Review: “Just Enough”

Andrea Miller reviews “Just Enough: Vegan Recipes and Stories from Japan’s Buddhist Temples” by Gesshin Claire Greenwood.

Andrea Miller28 May 2019

Just Enough: Vegan Recipes and Stories from Japan’s Buddhist Temples

By Gesshin Claire Greenwood
New World Library 2019; 232 pp., $17.95 (paper)

Oryoki, which means “just enough,” is a meditative form of serving and eating meals that’s practiced in Zen Buddhism. Highly ritualized, it involves each diner using their own set of nested bowls, with just a small amount of tasty food in each. For most lay practitioners, it isn’t feasible to practice oryoki in daily life, but according to Gesshin Claire Greenwood, if we adopt the spirit of oryoki, we can be fulfilled by less, and she isn’t simply speaking about food. Instead of constantly craving more food—or more money, more recognition, more love—we can plate our life differently and find satisfaction in what we already have. Just Enough is Greenwood’s memoir of learning to cook while living as a nun in a Zen monastery in Japan. It’s also a cookbook with recipes for such delicacies as daikon “steak,” dumplings, and tofu and walnut-stuffed mushrooms.

Andrea Miller

Andrea Miller

Andrea Miller is the deputy editor of Lion’s Roar magazine. She’s the author of Awakening My Heart: Essays, Articles, and Interviews on the Buddhist Life, as well as the picture book The Day the Buddha Woke Up.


» **YOUR INSTRUCTIONS**: Give the number of lines in the records below that include "Polyunsaturated", and nothing more.
#### DATA EXCERPTS
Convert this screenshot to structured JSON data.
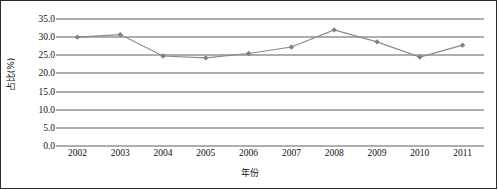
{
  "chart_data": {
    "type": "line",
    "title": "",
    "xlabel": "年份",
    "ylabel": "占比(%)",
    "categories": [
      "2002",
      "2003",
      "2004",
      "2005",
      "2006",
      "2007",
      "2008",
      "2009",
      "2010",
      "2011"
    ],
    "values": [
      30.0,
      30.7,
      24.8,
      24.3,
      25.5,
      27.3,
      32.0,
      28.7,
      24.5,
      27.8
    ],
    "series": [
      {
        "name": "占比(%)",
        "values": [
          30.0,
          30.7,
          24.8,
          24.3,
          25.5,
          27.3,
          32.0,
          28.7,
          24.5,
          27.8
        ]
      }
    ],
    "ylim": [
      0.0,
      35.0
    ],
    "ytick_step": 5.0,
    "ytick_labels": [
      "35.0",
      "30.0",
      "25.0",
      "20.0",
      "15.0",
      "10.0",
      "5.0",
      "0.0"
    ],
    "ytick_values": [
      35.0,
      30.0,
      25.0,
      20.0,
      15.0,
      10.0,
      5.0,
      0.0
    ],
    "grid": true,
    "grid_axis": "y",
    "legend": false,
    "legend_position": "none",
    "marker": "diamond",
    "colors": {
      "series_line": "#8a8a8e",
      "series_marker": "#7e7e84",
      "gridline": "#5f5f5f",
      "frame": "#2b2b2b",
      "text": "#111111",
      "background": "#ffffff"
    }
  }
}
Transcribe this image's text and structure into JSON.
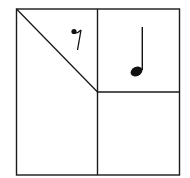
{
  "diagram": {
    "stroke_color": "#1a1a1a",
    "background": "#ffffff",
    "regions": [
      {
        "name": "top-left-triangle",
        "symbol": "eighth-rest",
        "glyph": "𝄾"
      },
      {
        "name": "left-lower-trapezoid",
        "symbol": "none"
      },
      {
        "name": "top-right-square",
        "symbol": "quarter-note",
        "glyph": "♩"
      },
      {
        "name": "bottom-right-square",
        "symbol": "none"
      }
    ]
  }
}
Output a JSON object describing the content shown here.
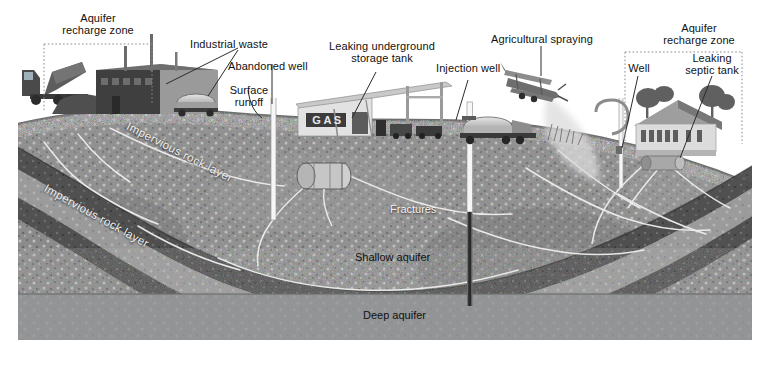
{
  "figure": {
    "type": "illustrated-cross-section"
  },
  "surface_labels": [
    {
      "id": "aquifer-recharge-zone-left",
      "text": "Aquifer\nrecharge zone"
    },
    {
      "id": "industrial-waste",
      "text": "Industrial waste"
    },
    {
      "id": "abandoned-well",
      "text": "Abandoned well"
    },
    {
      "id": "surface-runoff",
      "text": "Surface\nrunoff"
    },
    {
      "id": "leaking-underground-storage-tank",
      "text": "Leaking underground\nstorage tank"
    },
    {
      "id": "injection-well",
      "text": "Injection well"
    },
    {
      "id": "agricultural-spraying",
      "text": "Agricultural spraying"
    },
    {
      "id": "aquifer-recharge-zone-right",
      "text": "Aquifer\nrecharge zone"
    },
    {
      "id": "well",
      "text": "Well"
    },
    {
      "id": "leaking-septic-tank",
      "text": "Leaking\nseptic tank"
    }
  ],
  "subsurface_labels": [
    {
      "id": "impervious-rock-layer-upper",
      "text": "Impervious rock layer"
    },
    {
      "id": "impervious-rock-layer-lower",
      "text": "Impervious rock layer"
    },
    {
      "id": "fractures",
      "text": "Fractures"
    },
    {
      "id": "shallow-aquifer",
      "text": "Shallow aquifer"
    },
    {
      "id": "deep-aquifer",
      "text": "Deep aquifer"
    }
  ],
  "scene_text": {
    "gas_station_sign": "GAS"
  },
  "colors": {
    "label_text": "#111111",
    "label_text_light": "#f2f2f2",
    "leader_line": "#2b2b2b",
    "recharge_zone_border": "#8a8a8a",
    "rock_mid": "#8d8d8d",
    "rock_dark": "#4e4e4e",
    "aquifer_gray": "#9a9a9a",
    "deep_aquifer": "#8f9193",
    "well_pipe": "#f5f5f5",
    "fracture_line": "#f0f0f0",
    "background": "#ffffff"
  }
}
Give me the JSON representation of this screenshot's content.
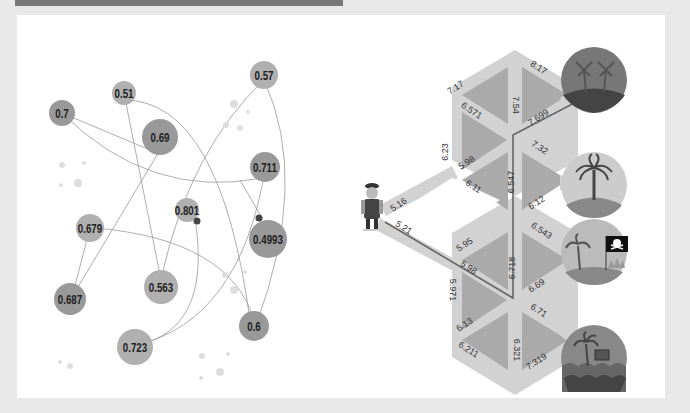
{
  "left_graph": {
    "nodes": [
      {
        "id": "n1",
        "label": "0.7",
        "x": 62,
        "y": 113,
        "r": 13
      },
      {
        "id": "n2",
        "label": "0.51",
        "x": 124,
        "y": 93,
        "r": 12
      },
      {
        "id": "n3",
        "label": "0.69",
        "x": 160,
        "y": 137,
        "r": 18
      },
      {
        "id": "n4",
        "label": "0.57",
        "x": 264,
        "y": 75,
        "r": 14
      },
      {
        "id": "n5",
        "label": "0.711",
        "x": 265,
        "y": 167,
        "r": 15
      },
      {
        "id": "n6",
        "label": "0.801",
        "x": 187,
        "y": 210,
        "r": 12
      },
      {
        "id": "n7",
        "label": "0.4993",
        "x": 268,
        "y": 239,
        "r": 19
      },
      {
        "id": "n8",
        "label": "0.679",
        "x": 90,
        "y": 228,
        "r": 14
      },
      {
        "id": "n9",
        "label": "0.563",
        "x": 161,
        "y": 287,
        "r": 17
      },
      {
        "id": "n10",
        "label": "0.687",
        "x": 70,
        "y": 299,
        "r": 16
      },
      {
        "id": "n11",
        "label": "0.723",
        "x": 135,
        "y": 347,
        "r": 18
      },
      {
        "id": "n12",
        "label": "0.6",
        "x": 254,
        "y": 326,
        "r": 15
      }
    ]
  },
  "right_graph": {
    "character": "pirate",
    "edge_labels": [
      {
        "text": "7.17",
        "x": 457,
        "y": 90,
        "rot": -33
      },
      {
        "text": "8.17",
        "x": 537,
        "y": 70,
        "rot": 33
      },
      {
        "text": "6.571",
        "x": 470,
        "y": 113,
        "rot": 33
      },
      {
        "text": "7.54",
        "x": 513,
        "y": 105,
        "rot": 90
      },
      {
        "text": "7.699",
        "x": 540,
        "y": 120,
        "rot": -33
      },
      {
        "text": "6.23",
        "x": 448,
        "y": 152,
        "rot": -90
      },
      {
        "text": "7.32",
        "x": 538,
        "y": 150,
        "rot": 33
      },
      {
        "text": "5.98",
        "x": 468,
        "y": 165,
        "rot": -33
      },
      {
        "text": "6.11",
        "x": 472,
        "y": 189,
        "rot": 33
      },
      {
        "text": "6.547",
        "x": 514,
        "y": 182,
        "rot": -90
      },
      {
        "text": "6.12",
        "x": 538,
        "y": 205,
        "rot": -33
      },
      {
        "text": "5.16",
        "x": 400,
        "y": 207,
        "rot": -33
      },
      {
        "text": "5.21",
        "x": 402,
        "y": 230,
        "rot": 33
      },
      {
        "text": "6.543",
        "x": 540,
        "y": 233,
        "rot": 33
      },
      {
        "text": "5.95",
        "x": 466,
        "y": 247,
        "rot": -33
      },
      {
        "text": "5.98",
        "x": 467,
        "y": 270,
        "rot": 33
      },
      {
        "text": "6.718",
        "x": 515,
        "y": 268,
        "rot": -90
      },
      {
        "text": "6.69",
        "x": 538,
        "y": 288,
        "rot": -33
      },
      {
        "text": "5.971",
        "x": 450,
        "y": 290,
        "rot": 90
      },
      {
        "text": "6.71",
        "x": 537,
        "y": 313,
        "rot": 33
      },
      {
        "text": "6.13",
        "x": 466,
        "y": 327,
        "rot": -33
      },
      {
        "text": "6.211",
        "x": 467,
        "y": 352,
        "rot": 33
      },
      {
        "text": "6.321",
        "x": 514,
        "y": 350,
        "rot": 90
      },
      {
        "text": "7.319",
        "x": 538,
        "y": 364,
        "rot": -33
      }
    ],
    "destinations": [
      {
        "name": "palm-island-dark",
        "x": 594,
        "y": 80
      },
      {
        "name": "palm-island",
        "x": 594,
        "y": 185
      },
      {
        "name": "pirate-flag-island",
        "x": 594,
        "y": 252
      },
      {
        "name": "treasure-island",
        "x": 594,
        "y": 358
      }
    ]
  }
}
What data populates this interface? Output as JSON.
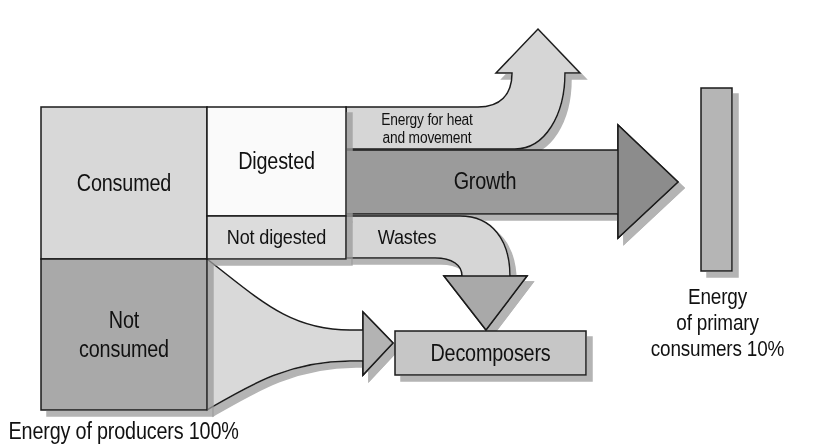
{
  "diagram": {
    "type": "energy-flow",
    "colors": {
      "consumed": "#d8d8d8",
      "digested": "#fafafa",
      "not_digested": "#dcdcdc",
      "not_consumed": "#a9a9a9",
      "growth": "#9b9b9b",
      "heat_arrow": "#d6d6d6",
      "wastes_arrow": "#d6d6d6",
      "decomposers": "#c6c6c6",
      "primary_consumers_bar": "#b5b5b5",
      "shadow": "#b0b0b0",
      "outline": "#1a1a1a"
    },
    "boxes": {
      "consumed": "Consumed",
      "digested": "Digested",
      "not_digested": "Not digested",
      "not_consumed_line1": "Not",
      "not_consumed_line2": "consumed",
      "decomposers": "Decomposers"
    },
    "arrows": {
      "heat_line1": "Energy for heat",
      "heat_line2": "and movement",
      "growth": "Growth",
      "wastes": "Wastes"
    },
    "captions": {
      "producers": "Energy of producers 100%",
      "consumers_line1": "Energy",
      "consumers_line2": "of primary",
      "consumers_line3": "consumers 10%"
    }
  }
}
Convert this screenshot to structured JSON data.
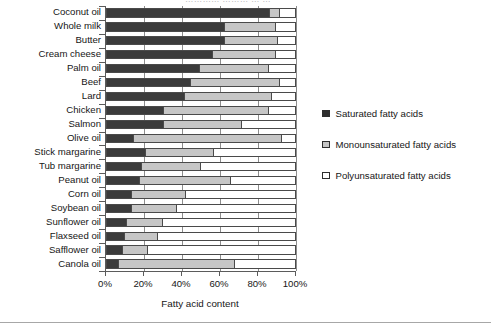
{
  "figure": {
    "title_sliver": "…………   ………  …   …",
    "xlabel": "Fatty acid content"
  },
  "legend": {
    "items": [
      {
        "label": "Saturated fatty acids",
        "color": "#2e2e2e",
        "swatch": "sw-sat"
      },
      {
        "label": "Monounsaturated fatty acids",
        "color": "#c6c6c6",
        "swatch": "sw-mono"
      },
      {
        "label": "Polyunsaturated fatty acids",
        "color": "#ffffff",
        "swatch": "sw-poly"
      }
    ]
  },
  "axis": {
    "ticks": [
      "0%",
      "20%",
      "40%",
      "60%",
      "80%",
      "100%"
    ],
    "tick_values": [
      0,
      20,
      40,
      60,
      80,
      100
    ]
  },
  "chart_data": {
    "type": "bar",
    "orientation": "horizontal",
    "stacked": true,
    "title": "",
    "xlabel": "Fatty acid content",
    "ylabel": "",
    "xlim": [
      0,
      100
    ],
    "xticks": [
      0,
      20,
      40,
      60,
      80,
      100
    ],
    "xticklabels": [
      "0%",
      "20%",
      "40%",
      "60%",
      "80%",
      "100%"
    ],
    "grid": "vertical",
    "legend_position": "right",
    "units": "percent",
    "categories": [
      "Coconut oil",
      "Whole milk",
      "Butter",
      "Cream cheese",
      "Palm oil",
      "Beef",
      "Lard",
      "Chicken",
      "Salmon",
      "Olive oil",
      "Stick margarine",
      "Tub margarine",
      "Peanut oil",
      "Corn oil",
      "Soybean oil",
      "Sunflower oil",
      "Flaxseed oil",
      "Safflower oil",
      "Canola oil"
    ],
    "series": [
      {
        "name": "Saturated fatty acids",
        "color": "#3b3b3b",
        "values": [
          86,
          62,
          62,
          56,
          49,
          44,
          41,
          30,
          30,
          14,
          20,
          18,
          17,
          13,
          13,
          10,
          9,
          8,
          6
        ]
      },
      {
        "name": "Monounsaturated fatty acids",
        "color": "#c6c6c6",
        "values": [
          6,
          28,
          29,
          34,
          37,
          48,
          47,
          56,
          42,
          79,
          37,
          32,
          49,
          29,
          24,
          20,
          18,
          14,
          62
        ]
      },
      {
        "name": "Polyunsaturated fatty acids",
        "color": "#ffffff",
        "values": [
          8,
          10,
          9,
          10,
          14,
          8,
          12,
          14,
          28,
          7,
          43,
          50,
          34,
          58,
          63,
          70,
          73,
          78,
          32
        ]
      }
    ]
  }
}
########
» **WRITTEN ANSWER**: 2